Sunday, October 14, 2007

Vincent’s Canon Contradicts The Seventh Ecumenical Council

One of Orthodox’s tangential comments in a previous post was rather interesting. Orthodox wrote: “He didn't even bother to point to the icon-venerating saint-praying Athanasius as the first witness to the complete NT canon.” This is interesting to us because we consider such charges against Athanasius to be slander.

Indeed, far from being an icon-venerating saint-prayer, Athanasius mentioned prayers to Jesus as proof of Jesus’ divinity (“No one, for instance, would pray to receive from God and the Angels, or from any other creature, nor would any one say, ‘May God and the Angel give thee;’ but from Father and the Son, because of Their oneness and the oneness of Their giving.” “Against the Arians,” Discourse III) and recalls redirection of prayers from living saints to God (“Martinian, a military officer, came and disturbed Antony. For he had a daughter afflicted with an evil spirit. But when he continued for a long while knocking at the door, and asking him to come out and pray to God for his child, Antony, not bearing to open, looked out from above and said, ‘Man, why dost thou call on me? I also am a man even as you. But if you believe on Christ whom I serve, go, and according as you believe, pray to God, and it shall come to pass.’” “Life of Anthony”).

Likewise, Athanasius condemns the use of images in worship (“How then can they fail to be judged godless by all, who even by the divine Scripture are accused of impiety? or how can they be anything but miserable, who are thus openly convicted of worshipping dead things instead of the truth? or what kind of hope have they? or what kind of excuse could be made for them, trusting in things without sense or movement, which they reverence in place of the true God?” “Against the Heathen,” Part I) (“Hence, weighted with all fleshly desire, and distracted among the impressions of these things, she imagines that the God Whom her understanding has forgotten is to be found in bodily and sensible things, giving to things seen the name of God, and glorifying only those things which she desires and which are pleasant to her eyes.” Against the Heathen, Part I)

But in all the writings of Athanasius one cannot find reference to the daily practice of the modern “Orthodox” church of offering prayers to saints and the making and worshipping of icons purporting to be of Christ. Tertullian in his “Against Idolatry,” compares makers of religious imagery and accoutrement thereof that their skills should be applied to something else.
Religious image makers he tells must use there hands for another category of employment, while those who make accoutrement are suggested to make secular use of their gilding skills.

Fortunately, “Orthodox” may have provided us with a way to solve this enigma. “Orthodox” wrote: “Whether Francis likes my theory of tradition, or doesn't like it, at least I have it as a structure that supports why I believe what I believe.” “Orthodox” identified that structure as: “universality, antiquity, and consent.”

“Orthodox” applied that structure by stating: “The teaching of universality clearly fails because at the time of the schism, the larger part of Christendom, being the Byzantine part, rejected even the lessor papal claims of that time. It fails antiquity because we cannot find the early church teaching it. It fails consent, because it does not gain acceptance from any majority of the ancient fathers.”

So, with that rather lengthy windup, and to clear Athanasius’ good name from necromancy and idolatry, let us ask Orthodox to justify the current infamous practice in “Orthodoxy” of making images purporting to be representations of God (specifically those of Christ, the Son of God).

Specifically, please:

  • State whether Roman Catholics and Protestants are to be considered in assessing whether the practice has universal acceptance in Christianity, and if so, then whether the minority of Icon-rejecting Christians matter.
  • Document the antiquity of the practice.
  • Identify the alleged majority of ancient fathers in support of the practice.
In other words, how does making and using in worship an icon of Christ qualify as "tradition" according to Vincent?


- [Problem]:
All records that follow are to be copied exactly, with images omitted.

- [Extracted data entries]:
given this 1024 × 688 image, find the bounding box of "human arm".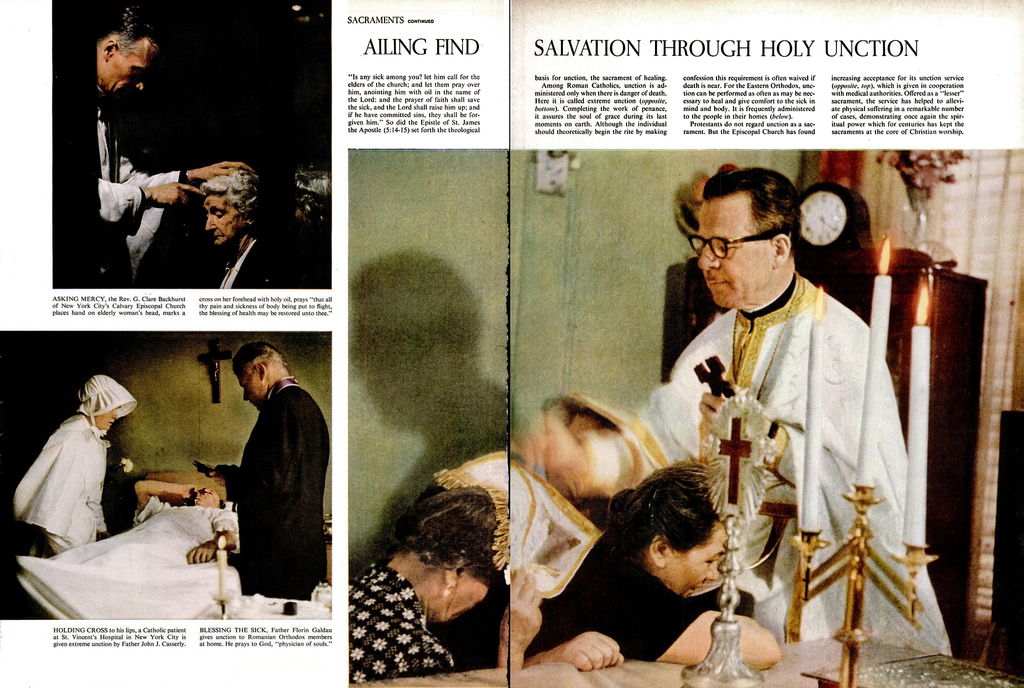
Rect(689, 379, 794, 491).
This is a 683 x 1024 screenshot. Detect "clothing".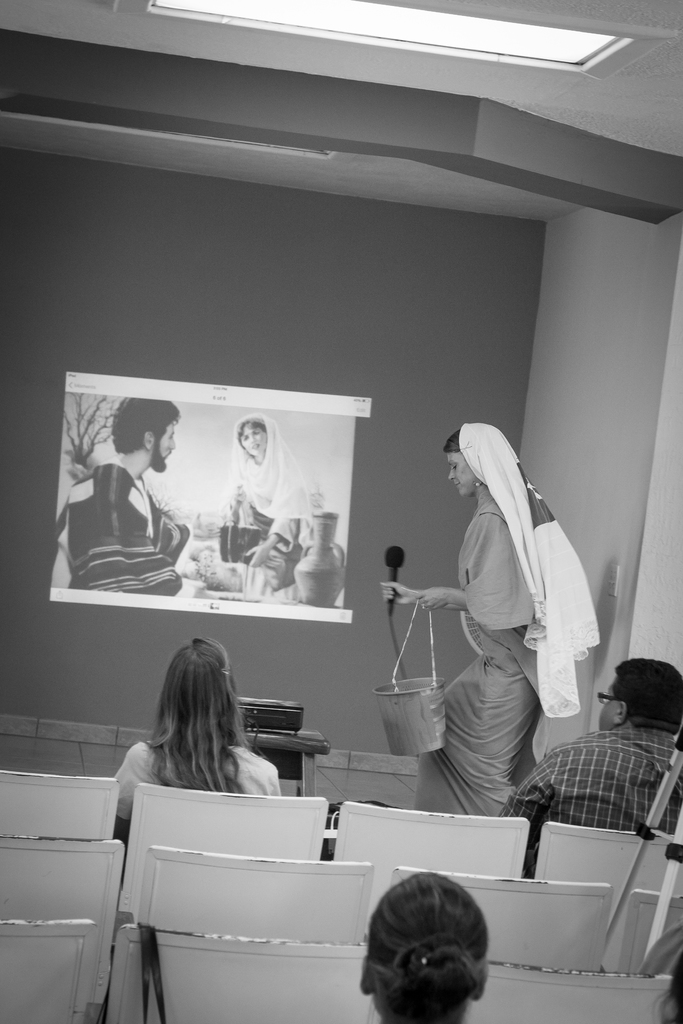
l=425, t=417, r=605, b=827.
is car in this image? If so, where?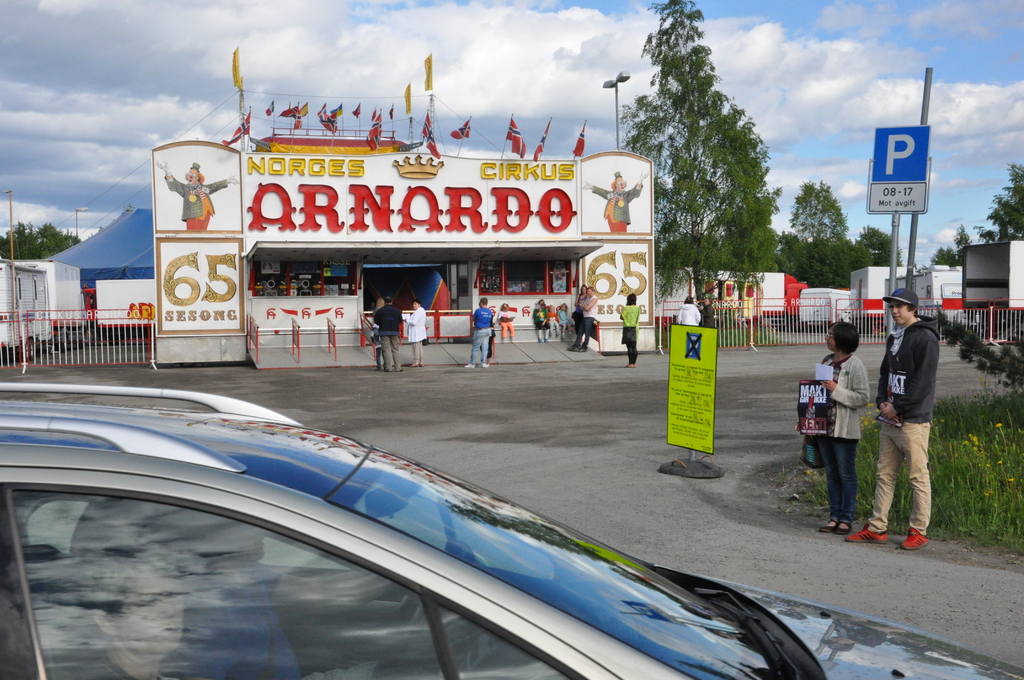
Yes, at x1=0, y1=382, x2=1023, y2=679.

- [Response to this task]:
given this 1024 × 688 image, find the bounding box of "human arm".
Rect(689, 379, 794, 491).
This is a 683 x 1024 screenshot. Detect "clothing".
l=425, t=417, r=605, b=827.
is car in this image? If so, where?
Yes, at x1=0, y1=382, x2=1023, y2=679.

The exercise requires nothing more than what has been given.